Glucose Monitoring in Diabetes

Glucose Monitoring in Diabetes

Dr Roger Mazze explains why monitoring is indispensable for better managing glucose levels.

Ambulatory glucose profile explained

When self-monitoring was first introduced way back in the 1980s, I developed a way of capturing the glucose values and then representing them to find any underlying patterns. However, self-monitoring is done primarily during the day time. It is intermittent and many individuals forget to timely monitor or do so only when they are feeling sick. But the data from Self-monitoring of Blood Glucose (SMBG) does not give a full picture. Continuous Glucose Monitoring (CGM) introduced in 2001 made it possible to take continuous measurements and to find the underlying patterns.

Ambulatory Glucose Profile (AGP) aggregates about two weeks of glucose levels and helps the physician look for patterns that would show hypoglycaemia, excess glucose exposure, significant glucose variability and all the characteristics that help understand the blood sugar trends of a person with Diabetes.

At present, AGP seeks to find ways to use it to quickly detect the problems that a patient might face or better yet, anticipate problems. For instance, since we can now identify the risk of overnight hypoglycaemia, we know that if blood sugar levels are lowered during the day time, the overnight glucose values also have to be recorded. Intervention should involve reducing fluctuation blood glucose levels then improving glucose stability and then manage glucose exposure. This helps prevent hypoglycaemia. Understanding how and why glucose levels fluctuate can help to anticipate and avoid hypoglycaemia.

Ambulatory glucose profile is a graphics program that shows glucose patterns. The most important component of it is the ability to see the glucose patterns, to see where it is hypoglycaemic, where it is hyperglycaemic and to see the variability and the excess exposure. The patterns are also quantifiable and it does report out values. What is to be looked for is that AGP becomes a standard for reporting continuous glucose monitoring.

Benefits of AGP

A person with Type 1 Diabetes even with continuous monitoring looks at individual values. They do not see an underlying pattern. So for them to learn and to get feedback, the most important thing to see is when their glucose levels tend to rise. So once you have the pattern, it begins to get you to think about what things you need to do. It gives excellent feedback. The only way you are going to determine whether your glucose goes up or stabilises or in fact not move at all is by seeing repetition in the pattern. AGP is meant to show patterns. One of the fundamentals in medicine is pattern recognition.

A person with Type 2 Diabetes can use AGP for immediate feedback and to highlight a trend. Food, exercise, stress, sleep and activity all of these affect glucose levels just the way insulin does. Knowing what is happening with regards to sugar levels guides in making corrections in your lifestyle or report back to the doctor whether a therapy is working.

AGP is useful for people with prediabetes to see whether an intervention in lifestyle, adding exercise or losing weight would, in fact, change their profile.

AGP and Gestational Diabetes

AGP is recommended in Gestational Diabetes. Observing glucose levels is of paramount importance in gestational Diabetes as it can put the mother and the child at risk. Low levels are considered to be better, as high levels may lead to a poor outcome. Diabetes during pregnancy, either GDM or pre-GDM, requires underlying predictive patterns to be checked to initiate immediate intervention. So what is required is the tightest control possible. Continuous glucose monitoring helps analyse underlying patterns and not just single glucose value to determine how best to manage it.

CGM and children

CGM works wonders for children. For one thing, it helps parents to sleep through the night because if the child is hypoglycaemic, with alarm systems and other means they are awakened rather than staying up all night watching the child. CGM has been used in children, very safely, with no significant problems.

To conclude

Devices like CGM or flash glucose monitoring or SMBG will only make a difference when the physician is properly trained to use the information. Any device's true benefit only comes when the information it produces gets used by the clinician to make a productive clinical decision that helps the patient. Simply giving it to the patient and expecting better outcomes doesn't work. The patient has to be educated, the physician has to be educated and that applies for even the simplest devices such as SMBG to the most complex devices such as CGM and insulin pumps. Education is the basis for everyone – the physician, the patient, the nurse member of the team and the dietician member of the team. All have to be able to understand how to collect the data, look at it, analyse it and use it.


From the entries, copy every line that carries the string "screenshot".

** Opening GIVEN DATA block **

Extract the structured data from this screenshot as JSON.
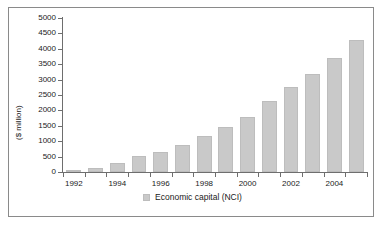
{
  "chart_data": {
    "type": "bar",
    "title": "",
    "subtitle": "",
    "xlabel": "",
    "ylabel": "($ million)",
    "categories": [
      "1992",
      "1993",
      "1994",
      "1995",
      "1996",
      "1997",
      "1998",
      "1999",
      "2000",
      "2001",
      "2002",
      "2003",
      "2004",
      "2005"
    ],
    "tick_labels_x": [
      "1992",
      "1994",
      "1996",
      "1998",
      "2000",
      "2002",
      "2004"
    ],
    "tick_labels_y": [
      "0",
      "500",
      "1000",
      "1500",
      "2000",
      "2500",
      "3000",
      "3500",
      "4000",
      "4500",
      "5000"
    ],
    "values": [
      60,
      140,
      300,
      520,
      640,
      870,
      1170,
      1460,
      1790,
      2300,
      2770,
      3180,
      3700,
      4280
    ],
    "series": [
      {
        "name": "Economic capital (NCI)",
        "values": [
          60,
          140,
          300,
          520,
          640,
          870,
          1170,
          1460,
          1790,
          2300,
          2770,
          3180,
          3700,
          4280
        ],
        "color": "#c9c9c9"
      }
    ],
    "ylim": [
      0,
      5000
    ],
    "ytick_step": 500,
    "grid": false,
    "legend_position": "bottom"
  },
  "legend": {
    "label": "Economic capital (NCI)",
    "swatch_name": "legend-swatch-economic-capital"
  },
  "axes": {
    "y_title": "($ million)"
  }
}
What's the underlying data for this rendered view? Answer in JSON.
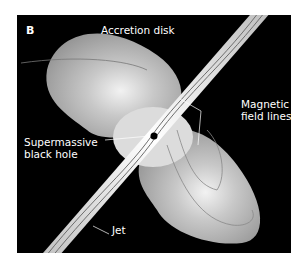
{
  "figure": {
    "panel_label": "B",
    "labels": {
      "accretion_disk": "Accretion disk",
      "magnetic_field_lines": "Magnetic\nfield lines",
      "black_hole": "Supermassive\nblack hole",
      "jet": "Jet"
    },
    "colors": {
      "background": "#000000",
      "disk": "#9a9a9a",
      "jet": "#e8e8e8",
      "field_line": "#6a6a6a",
      "page": "#ffffff"
    }
  }
}
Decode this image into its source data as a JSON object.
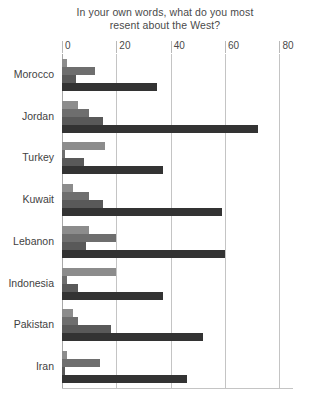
{
  "chart_data": {
    "type": "bar",
    "orientation": "horizontal",
    "title": "In your own words, what do you most resent about the West?",
    "title_line1": "In your own words, what do you most",
    "title_line2": "resent about the West?",
    "xlabel": "",
    "ylabel": "",
    "xlim": [
      0,
      85
    ],
    "xticks": [
      0,
      20,
      40,
      60,
      80
    ],
    "xtick_labels": [
      "0",
      "20",
      "40",
      "60",
      "80"
    ],
    "grid": true,
    "legend": "none",
    "categories": [
      "Morocco",
      "Jordan",
      "Turkey",
      "Kuwait",
      "Lebanon",
      "Indonesia",
      "Pakistan",
      "Iran"
    ],
    "series": [
      {
        "name": "Series 1",
        "color": "#8c8c8c",
        "values": [
          2,
          6,
          16,
          4,
          10,
          20,
          4,
          2
        ]
      },
      {
        "name": "Series 2",
        "color": "#6e6e6e",
        "values": [
          12,
          10,
          1,
          10,
          20,
          2,
          6,
          14
        ]
      },
      {
        "name": "Series 3",
        "color": "#595959",
        "values": [
          5,
          15,
          8,
          15,
          9,
          6,
          18,
          1
        ]
      },
      {
        "name": "Series 4",
        "color": "#333333",
        "values": [
          35,
          72,
          37,
          59,
          60,
          37,
          52,
          46
        ]
      }
    ]
  },
  "colors": {
    "background": "#ffffff",
    "gridline": "#c4c4c4",
    "axis": "#a8a8a8",
    "text": "#3f3f3f",
    "title": "#4a4a4a"
  }
}
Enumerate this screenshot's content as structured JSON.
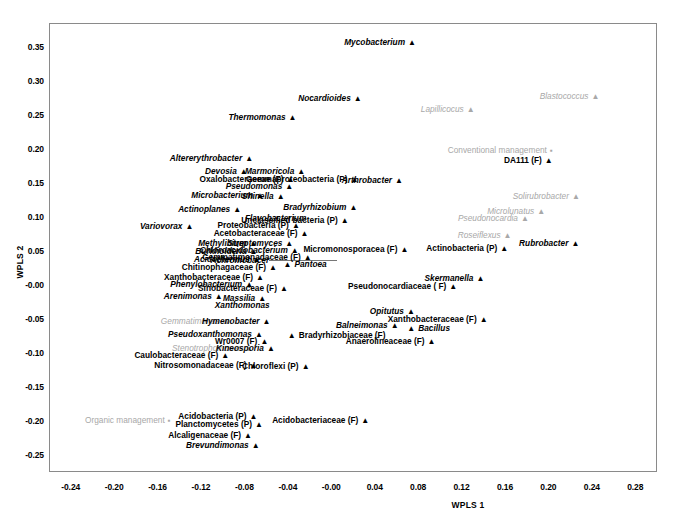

** Closing GIVEN DATA block **

▶ **ANSWER BOX**
Extract the structured data from this screenshot as JSON.
Enumerate this screenshot's content as structured JSON.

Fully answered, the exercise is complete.